As preparations for the next research excellence framework gather momentum, I fear I’m in a dwindling minority who finds it discombobulating to hear colleagues confidently asserting that they have a handful of 3* or 4* papers, and looking down upon those with only 2*s.
Colleagues, the difference between a 2*, 3* and 4* is based on subjective judgements of vague criteria. My articles have been ranked internally as 3* or 4*, so this isn’t sour grapes, but there really is not a knowable distinction between – as Main Panel C puts it – “quality that is internationally excellent” (3*) and “quality that is recognised internationally” (2*). The latter implies the former.

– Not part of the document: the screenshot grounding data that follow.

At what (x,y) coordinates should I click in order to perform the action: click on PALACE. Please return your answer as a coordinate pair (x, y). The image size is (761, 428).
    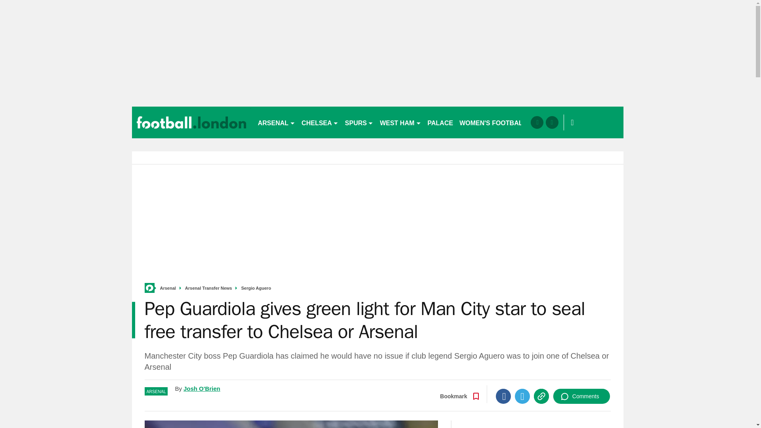
    Looking at the image, I should click on (441, 122).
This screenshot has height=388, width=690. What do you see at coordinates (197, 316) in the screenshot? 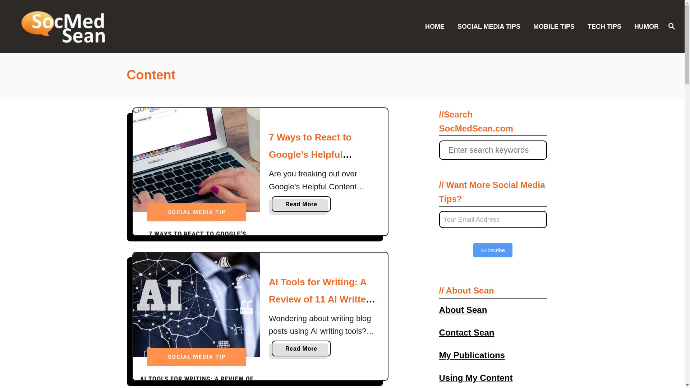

Nor is there a meaningful difference between research that is a “major influence” (4*) and research that is “likely to have a lasting influence” (3*). Ditto. And even if there were, the judgement is going to be made by a REF panellist who is unlikely to be an expert in your sub-field and who will probably skim-read your article over breakfast on a flight.
That, of course, has always been the problem with the REF. But back in 1986, when the first forerunner exercise was run, it was excusable to think that the only way of splitting research funding between universities on the basis of some sort of demonstrable merit was through some bureaucratic process of this sort, however imperfect.
But, hey, times have moved on. There are now numerous internet-based data sources on academics' research performance – and many of them are free. Senior academics have used some of these to come up with rankings of universities and departments that are extremely closely correlated to those produced from the REF.
For instance, in 2017, Anne-Wil Harzing, professor of international management at Middlesex University, found only small differences between the REF rankings and those created using data from Microsoft Academic. Memorably, doing so took her just “one rainy Sunday afternoon”. And, in 2013, Dorothy Bishop, professor of developmental neuropsychology at the University of Oxford, looked at the data from the REF’s precursor, the research assessment exercise, and found that departmental h-indices in psychology predicted the results “remarkably well”. She suggested this may be true more broadly, too.
Meanwhile, Marcus Munafo, professor of biological psychology at the University of Bristol, found in 2015 that a “prediction market” closely mirrored REF outcomes for chemistry departments. Prediction markets arrive at the probability of an outcome occurring based on individuals betting on what they believe the outcome will be.
I’ve also had a go, with my colleague Barrie Craven. We found that university rankings compiled using ResearchGate, Google Scholar and Webometrics (which creates scores based on “link analysis”, looking at each university’s presence and impact on the web) were, again, extremely closely correlated with REF rankings compiled by both Times Higher Education (based on quality) and Research Fortnight (based on quality and volume).
Importantly, two of the approaches described, prediction markets and Webometrics, have nothing to do with citation indices. These sometimes get a bad press from those, especially in the humanities, who are reluctant to let go of the REF; in the sciences, by contrast, the case is more accepted that citation by colleagues who presumably are experts in the relevant field is a better mark of quality than the approval of stressed, non-expert REF panellists. Either way, it is hard to endorse the conclusion of the 2015 government-sponsored independent review that subjective judgement based on ambiguous criteria remains “the least worst form of academic governance we have” in the 21st century.
Let’s spell this out. The REF delivers data extremely slowly and infrequently, at great expense (the official estimate is £246 million) and with huge disruption to university life, resulting in rankings very similar but, arguably, inferior to those obtained simply and cheaply using a range of methods that don’t disrupt anyone.
Clearly the government is not going to replace the REF any time soon. An elephantine beast like this develops a life and purpose of its own, and loyalty to match. But there is a clear market opportunity for a sympathetic thinktank to create parallel league tables using the alternative, freely available resources. Because there are many of these, it would be easy to experiment to find an optimum combination of data that can’t be gamed and that offers no perverse incentives. A handful of supervised interns could easily handle it.
Regularly updated tables will be much more attractive to consumers of higher education – students and funders – than the quickly stale and out-of-date REF rankings. Hence, as Friedrich Engels might have put it, the demand for the REF will wither away. The interference of state power in research excellence will become superfluous. Universities will cease to see the need to participate. And, with that, the minister’s pen will easily do the needful and consign the REF to history.
All that universities would then need to do would be to make sure that their academics published high-quality research articles. Then they could stand back and let the private sector do the heavy lifting.
James Tooley is professor of education policy at Newcastle University.